Re: comparing density --

Density is certainly not the only variable. In my article, I made the point about how proximity/adjacency != walking accessibility. That seems relevant, too. It's probably quite possible to build a place with a decently high density where a car is still required to go anywhere, or a relatively low-density but profoundly pedestrian-friendly hamlet.

1 comments

I know Athens solely from REM and Elephant 6 music. I've never been there.

Saline and Ypsi are suburbs of Ann Arbor.

Ann Arbor itself is mostly walkable, tree-lined, mixed-use, and connected by public transportation.

More than 90% of the population of Ann Arbor lives in Ann Arbor and not Ypsi or Saline. :)

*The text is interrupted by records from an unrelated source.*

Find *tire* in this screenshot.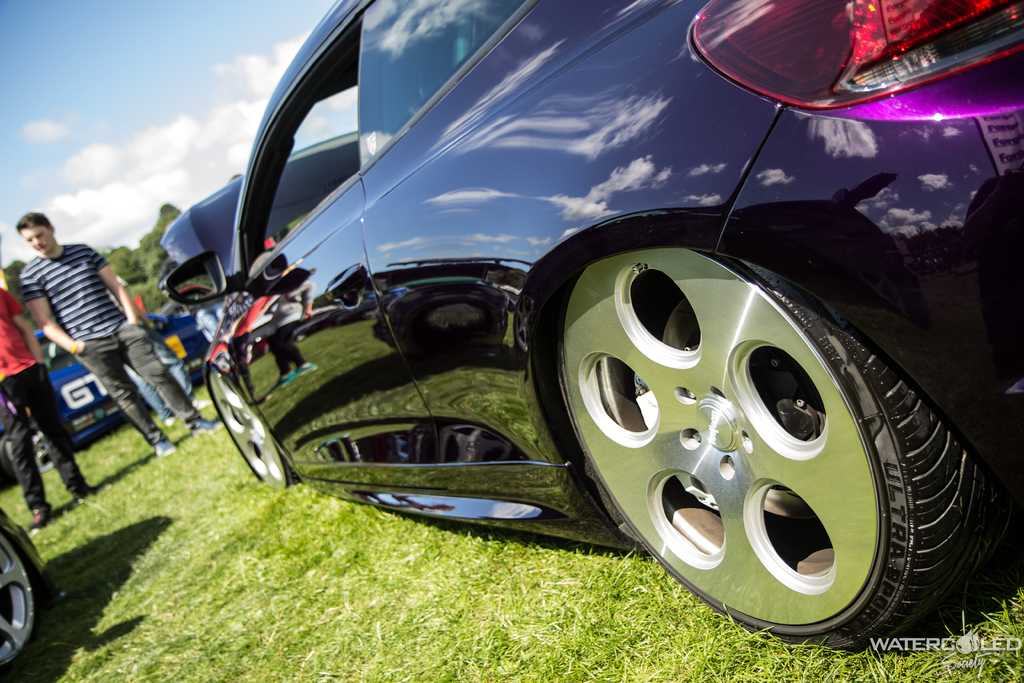
The bounding box for *tire* is <region>0, 533, 35, 675</region>.
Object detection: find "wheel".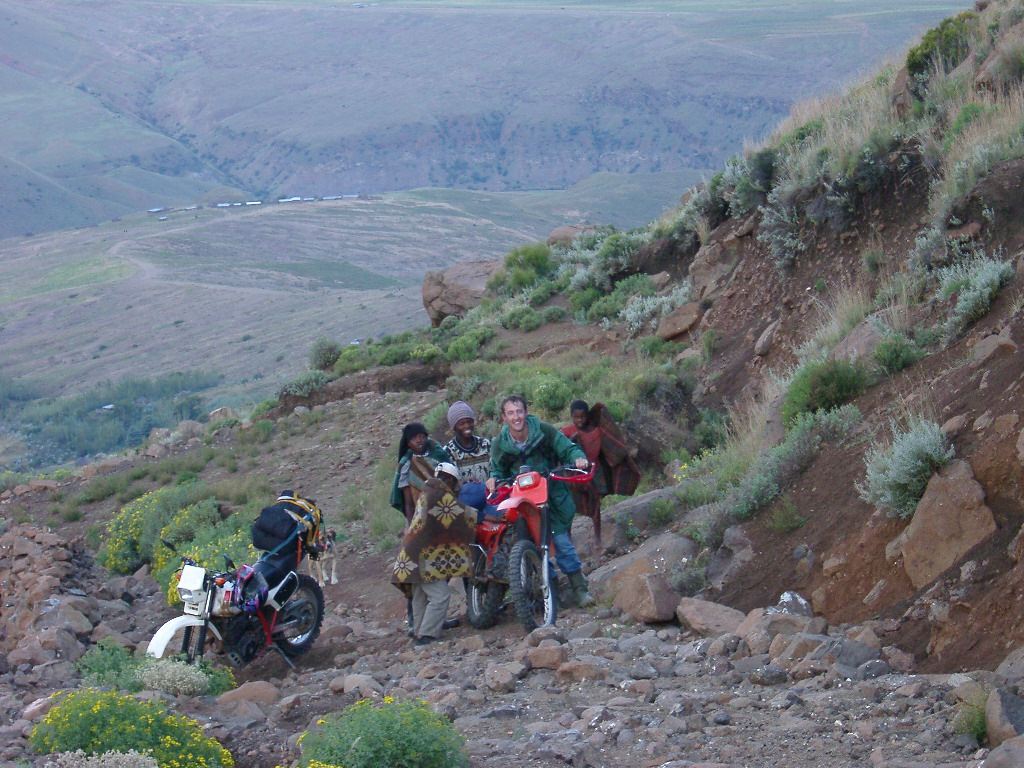
{"left": 272, "top": 567, "right": 326, "bottom": 655}.
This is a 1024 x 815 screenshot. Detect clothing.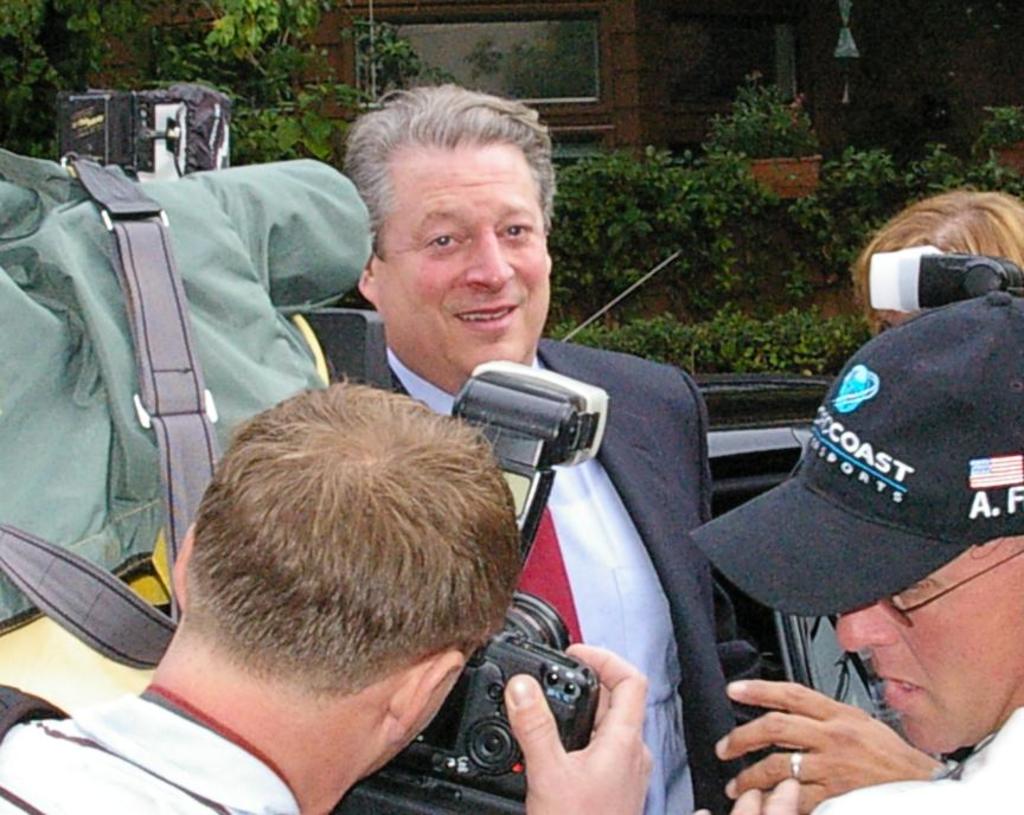
[0,686,302,814].
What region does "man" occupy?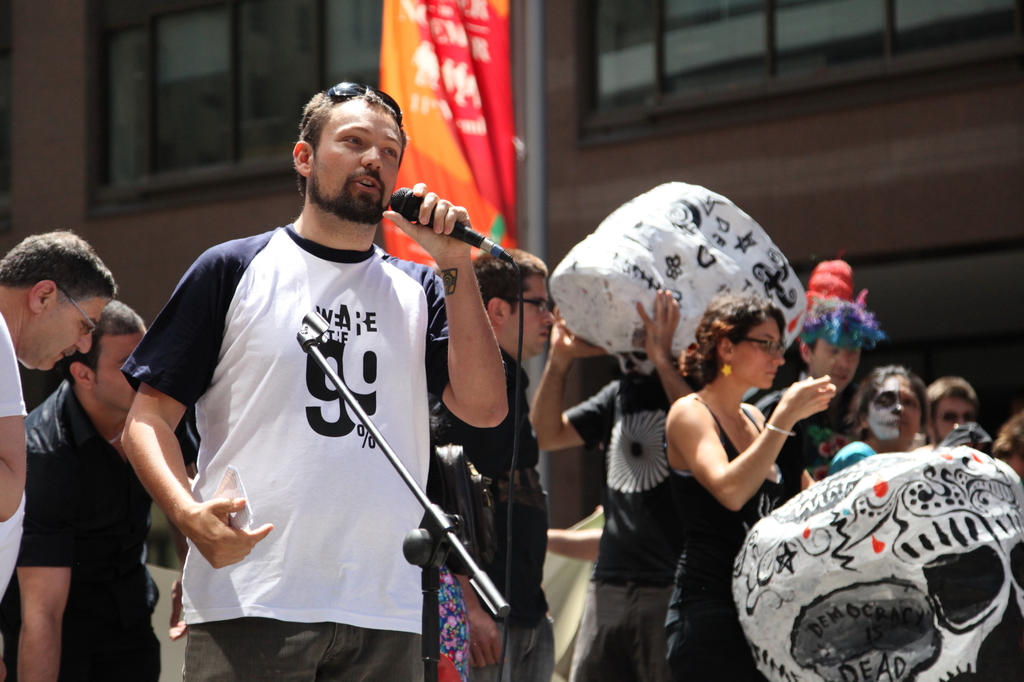
box=[924, 372, 981, 443].
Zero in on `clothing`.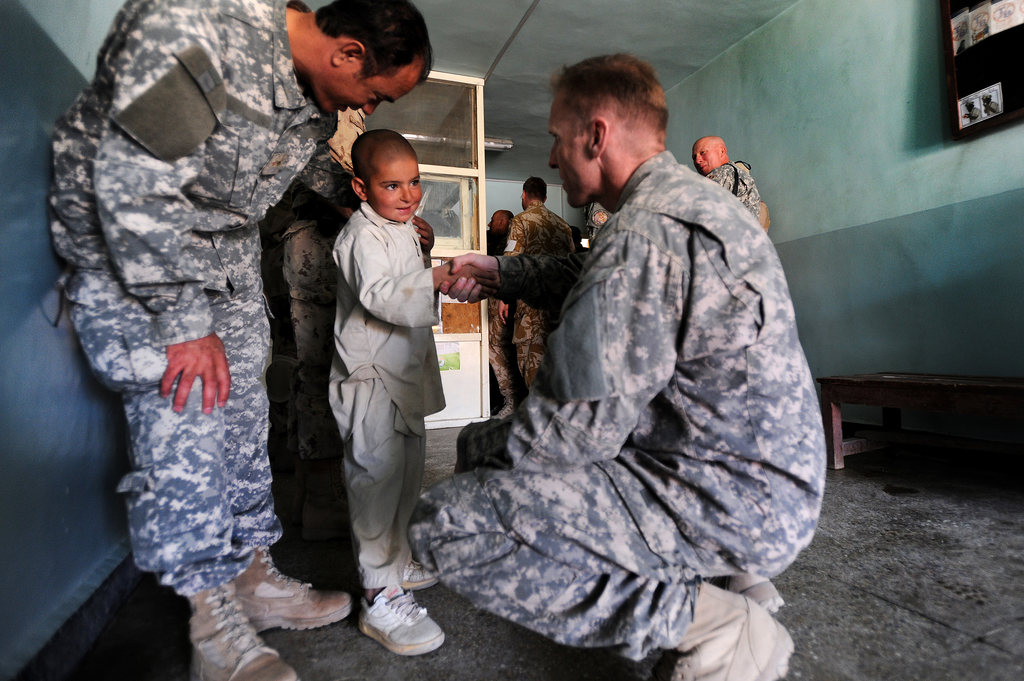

What are the rest of the variables? I'd like to drive to specificity. If there's a set of US midsized cities that defies your characterizations, maybe there's something interesting that ties them together.

I'm certainly not going to deny that there are crappy cities!

I'm not sure I've ever seen a midsized US city that defies my characterisations. I've seen plenty of cases where something progressive-sounding got built within them, but it was an island, unconnected and irrelevant. One mixed-use-sounding shopping strip with attached condos does not sprawl unmake.
New Orleans, Minneapolis, Oakland, Berkeley, Providence, Madison. There are lots of cities in that population range, and they aren't islands.

And, I just gave you a specific example that isn't "one mixed use sounding shopping strip with attached condos".

Of those, I've only been to Minneapolis, but I can say with complete certainty that it, too, is a suburban wasteland. Yes, it's got a downtown that's clearly seeing some promise, as is true of numerous cities (even the very same Atlanta), but all in all, it's almost entirely a driving city.